Moreover, all memory management in the whole program is done in a RAII fashion by std::vector, std::unique_ptr, etc. - I don't use new
or delete
anywhere.
I tried to use some Valgrind tools. I ran a simulation for a time, which produces about 16 MB of (still increasing) memory consumption for non-matching thread numbers case, while is stays still on 8 MB for matching case.
I also tried to surround the contents of main in { }
and add while(true)
:
int main() {
{
// Do the simulation and let RAII do all the cleanup when destructors are called
}
// Hang
while(true) { }
}
During the simulation memory consumption increases let say up to 100 MB. When { ... }
ends its execution, memory consumption gets lower by around 6 MB and stays at 94 in while(true)
- 6 MB is the actual size of biggest data structures (I estimated it), but the remaining part is of an unknown kind.
So I assume it must be something with OpenMP memory management. Maybe using 8 and 16 threads interchangeably causes OpenMP to constantly create new thread pools abandoning old ones without releasing resources? I found something like this here, but it seems to be another OpenMP implementation.
I would be very grateful for some ideas what else can I check and where might be the issue.
volatile
to std::atomic
I was finally able to reproduce the issue in a minimal example, it ended up being extremely simple and all the details here are unnecessary. I created a new question without all the mess here.
Upvotes: 2
Views: 932
Reputation: 473
It seem that the problem is not connected with what this particular code does or how the OpenMP clauses are structured, but solely with two alternating OpenMP parallel regions with different numbers of threads.

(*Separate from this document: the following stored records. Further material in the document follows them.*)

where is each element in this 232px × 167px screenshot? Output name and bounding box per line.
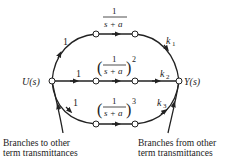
middle-in-gain: 1 [76,68,81,79]
input-node-label: U(s) [22,76,40,88]
svg-text:1: 1 [112,54,117,64]
right-caption: Branches from other term transmittances [138,138,216,158]
svg-text:(: ( [97,59,102,77]
middle-exponent: 2 [132,55,136,64]
k2-label: k [160,68,165,79]
svg-text:1: 1 [112,96,117,106]
svg-text:(: ( [97,101,102,119]
svg-text:2: 2 [166,73,170,81]
bottom-exponent: 3 [132,97,136,106]
svg-text:): ) [126,101,131,119]
svg-text:): ) [126,59,131,77]
k1-label: k [166,35,171,46]
svg-text:3: 3 [163,102,167,110]
svg-text:1: 1 [172,40,176,48]
output-node-label: Y(s) [184,76,201,88]
left-caption: Branches to other term transmittances [3,138,78,158]
top-tf-den: s + a [104,19,123,29]
signal-flow-graph: U(s) Y(s) 1 1 1 1 s + a ( 1 s + a ) 2 ( … [0,0,232,167]
svg-text:s + a: s + a [104,108,123,118]
top-in-gain: 1 [63,36,68,47]
svg-text:s + a: s + a [104,66,123,76]
top-tf-num: 1 [112,6,117,16]
bottom-in-gain: 1 [73,97,78,108]
k3-label: k [157,97,162,108]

After millions of those alterations there is a substantial amount of memory used by the process irregardless of what is in the sections. They may be even as simple as sleeping for a couple of milliseconds.
As this question contains too much unnecessary details I have moved the discussion to a more direct question here. I refer there the interested reader.
Here I give a brief summary of what StackOverflow members and I were able to determine. Let's say we have 2 OpenMP sections with different number of threads, such as here:
#include <unistd.h>
int main() {
while (true) {
#pragma omp parallel num_threads(16)
usleep(30);
#pragma omp parallel num_threads(8)
usleep(30);
}
return 0;
}
As described with more details here, OpenMP reuses common 8 threads, but other 8 needed for 16-thread section are constantly created and destroyed. This constant thread creation causes increasing memory consumption, either because of an actual memory leak, or memory fragmentation, I don't know. Moreover, the problem seems to be specific to GOMP OpenMP implementation in GCC (up to at least version 10). Clang and Intel compilers seem not to replicate the issue.
Although not stated explicitly by the OpenMP standard, most implementations tend to reuse the already spawned threads, but is seems not to be the case for GOMP and it is probably a bug. I will file the bug issue and update the answer. For now, the only workaround is to use the same number of threads in every parallel region (then GOMP properly reuses old threads). In cases like collapse
loop from the question, when there are less threads to distribute than in the other section, one can always request 16 threads instead of 8 and let the other 8 just do nothing. It worked in my "production" code quite well.